Winner of the Pulitzer Prize

Kirkus Reviews: Nothing Ever Dies is “Powerful”

Kirkus Reviews calls Viet’s new book “powerful,” in the first pre-publication review of Nothing Ever Dies, coming out in April from Harvard University Press.
Nothing Ever Dies cover

A scholarly exploration of memory and the Vietnam War from an author “born in Vietnam but made in America.”

While Nguyen (English and American Studies & Ethnicity/Univ. of Southern California; The Sympathizer, 2015, etc.) focuses on the Vietnam War, the war that most intimately affected his Vietnamese family, his fine reflections on how to treat and preserve the memory of war “justly” extends to other neighboring wars such as those in Cambodia, Laos, Korea, the Philippines, and elsewhere.

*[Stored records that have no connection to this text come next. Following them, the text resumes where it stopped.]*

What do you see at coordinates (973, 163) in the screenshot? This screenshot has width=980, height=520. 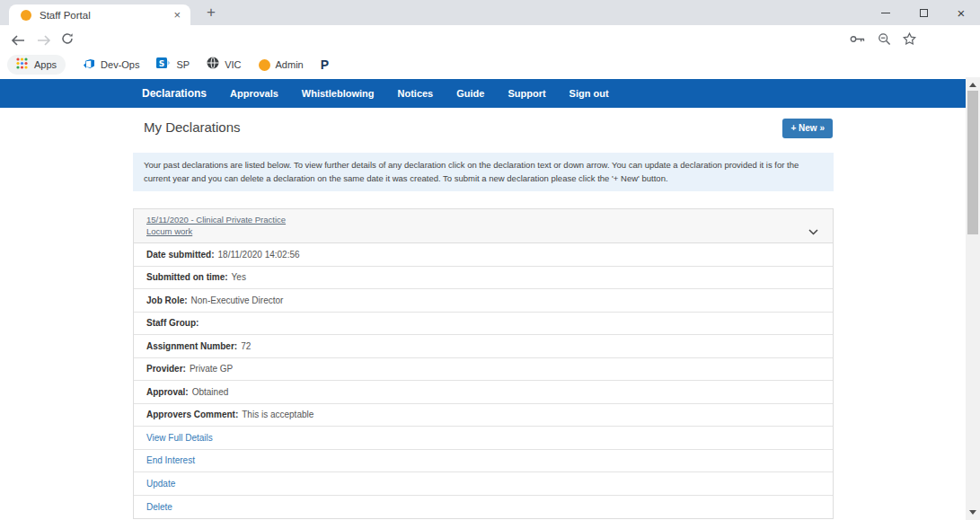 I see `scrollbar-thumb` at bounding box center [973, 163].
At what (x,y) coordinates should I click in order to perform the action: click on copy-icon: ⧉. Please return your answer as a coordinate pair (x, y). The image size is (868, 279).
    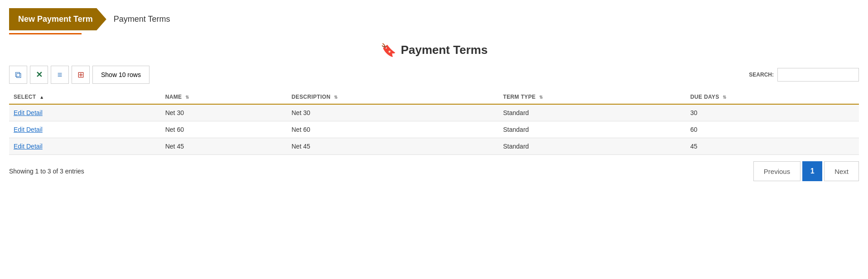
    Looking at the image, I should click on (18, 75).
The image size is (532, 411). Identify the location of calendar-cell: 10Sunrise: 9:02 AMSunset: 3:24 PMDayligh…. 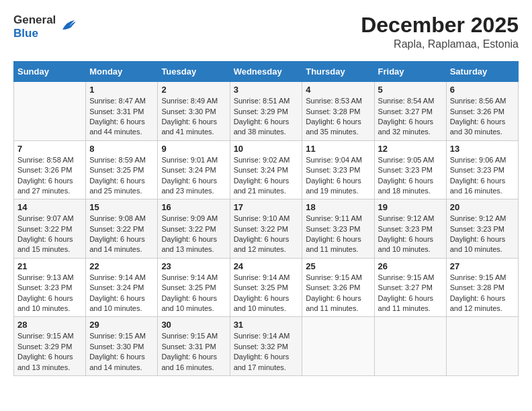
(266, 170).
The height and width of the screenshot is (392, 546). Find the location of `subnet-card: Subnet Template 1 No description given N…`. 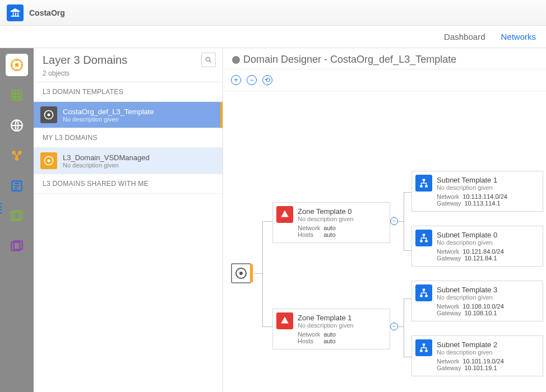

subnet-card: Subnet Template 1 No description given N… is located at coordinates (478, 192).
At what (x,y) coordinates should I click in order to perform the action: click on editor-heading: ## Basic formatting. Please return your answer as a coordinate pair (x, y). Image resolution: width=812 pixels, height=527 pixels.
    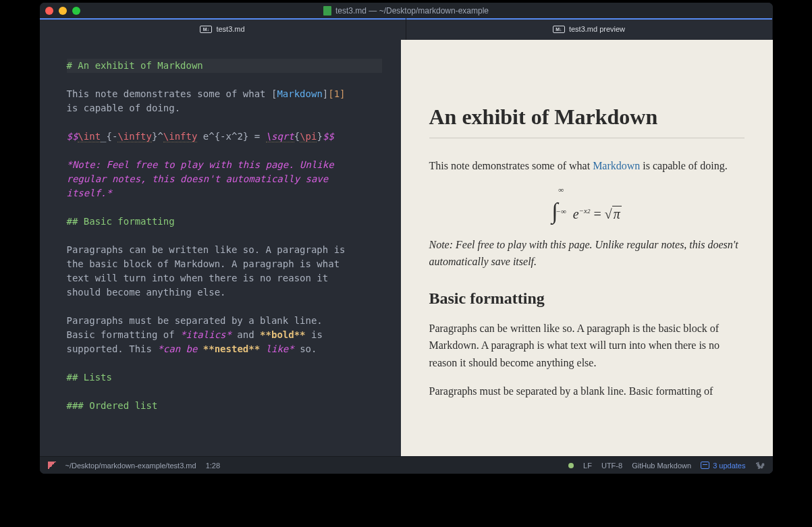
    Looking at the image, I should click on (121, 221).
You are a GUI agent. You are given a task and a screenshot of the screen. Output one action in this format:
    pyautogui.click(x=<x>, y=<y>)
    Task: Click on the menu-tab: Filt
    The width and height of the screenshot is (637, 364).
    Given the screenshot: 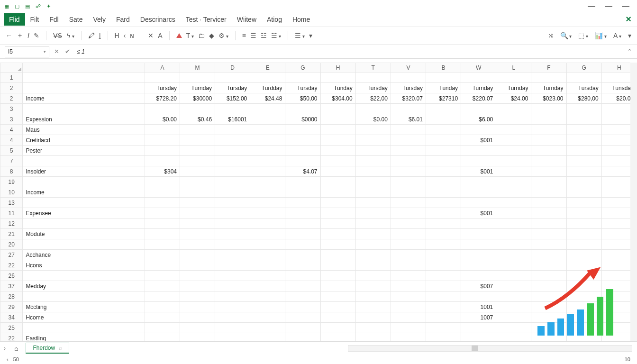 What is the action you would take?
    pyautogui.click(x=35, y=19)
    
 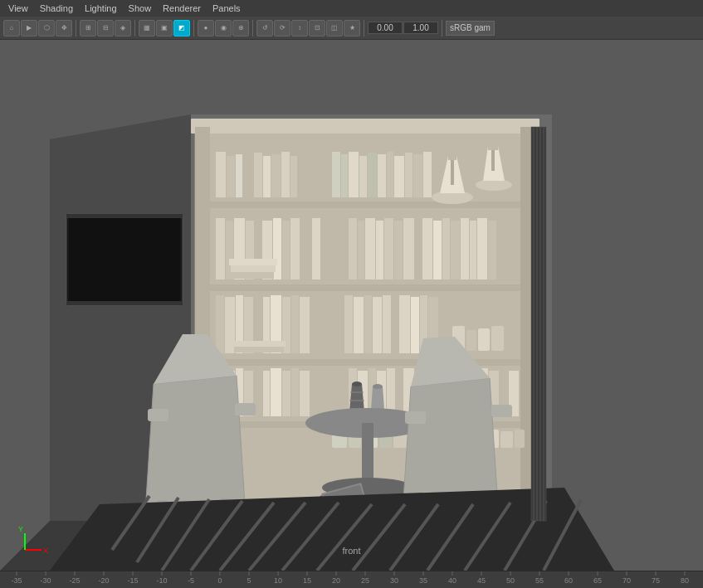 I want to click on svg-text: -30, so click(x=45, y=581).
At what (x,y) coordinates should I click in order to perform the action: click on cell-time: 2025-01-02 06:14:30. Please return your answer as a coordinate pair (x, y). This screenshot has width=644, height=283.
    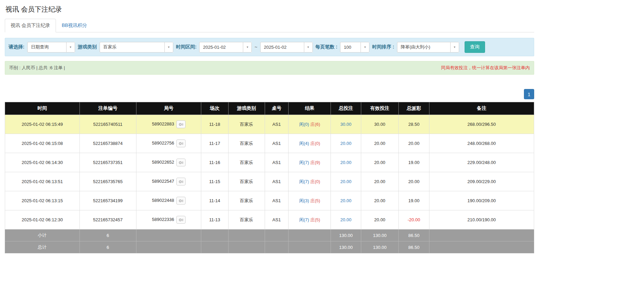
    Looking at the image, I should click on (42, 163).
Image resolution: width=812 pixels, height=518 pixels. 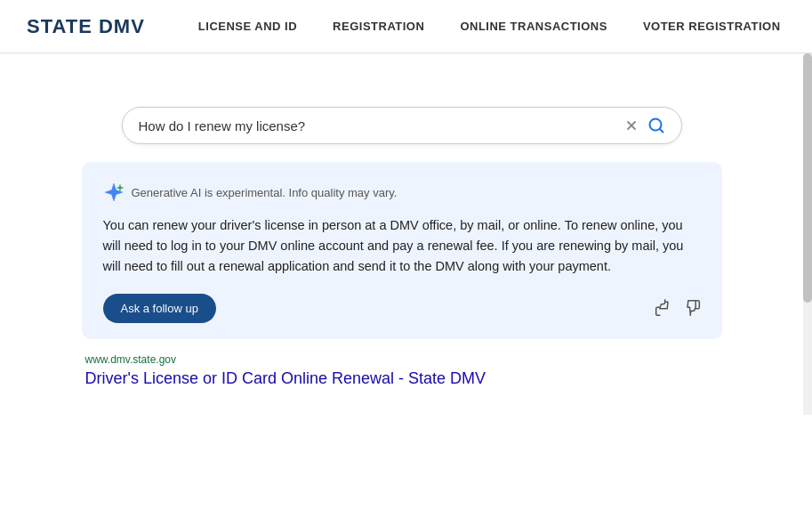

The “ethics of remembering” is complicated, as the author explains while walking readers through specific parts of Vietnam, because it involves not just grieving one’s nearest and dearest—e.g., visiting cemeteries of fallen family members—but feeling compassion for others, as the moving, reflective black wall of the Vietnam War Memorial in Washington, D.C., elicits beautifully. Nguyen stresses the importance of recognizing that we are not only the victims of horrible tragedy, but also the perpetrators: “Reminding ourselves that being human also means being inhuman is important simply because it is so easy to forget our inhumanity or to displace it onto other humans.” The author also explores the “memory industries,” such as Hollywood movies that cater to “young men’s erotic fascination with pure sex and war movies.” He looks at many examples of war memorials in Vietnam and Korea that attempt to bring the memory into the present, while books, especially novels by Vietnamese-Americans, convey senses of affirmation and redemption and allow the ghosts, literally, to speak. Grasping our essential inhumanity through art (a “true war story”), Nguyen affirms, is one way to resist the “memory industry,” the ultimate goal of which is to “reproduce power and inequality.” Finally, there is the role of “just” forgetting, which allows people to go on and live as well as to forgive.

Essentially a critical study, Nguyen’s work is a powerful reflection on how we choose to remember and forget.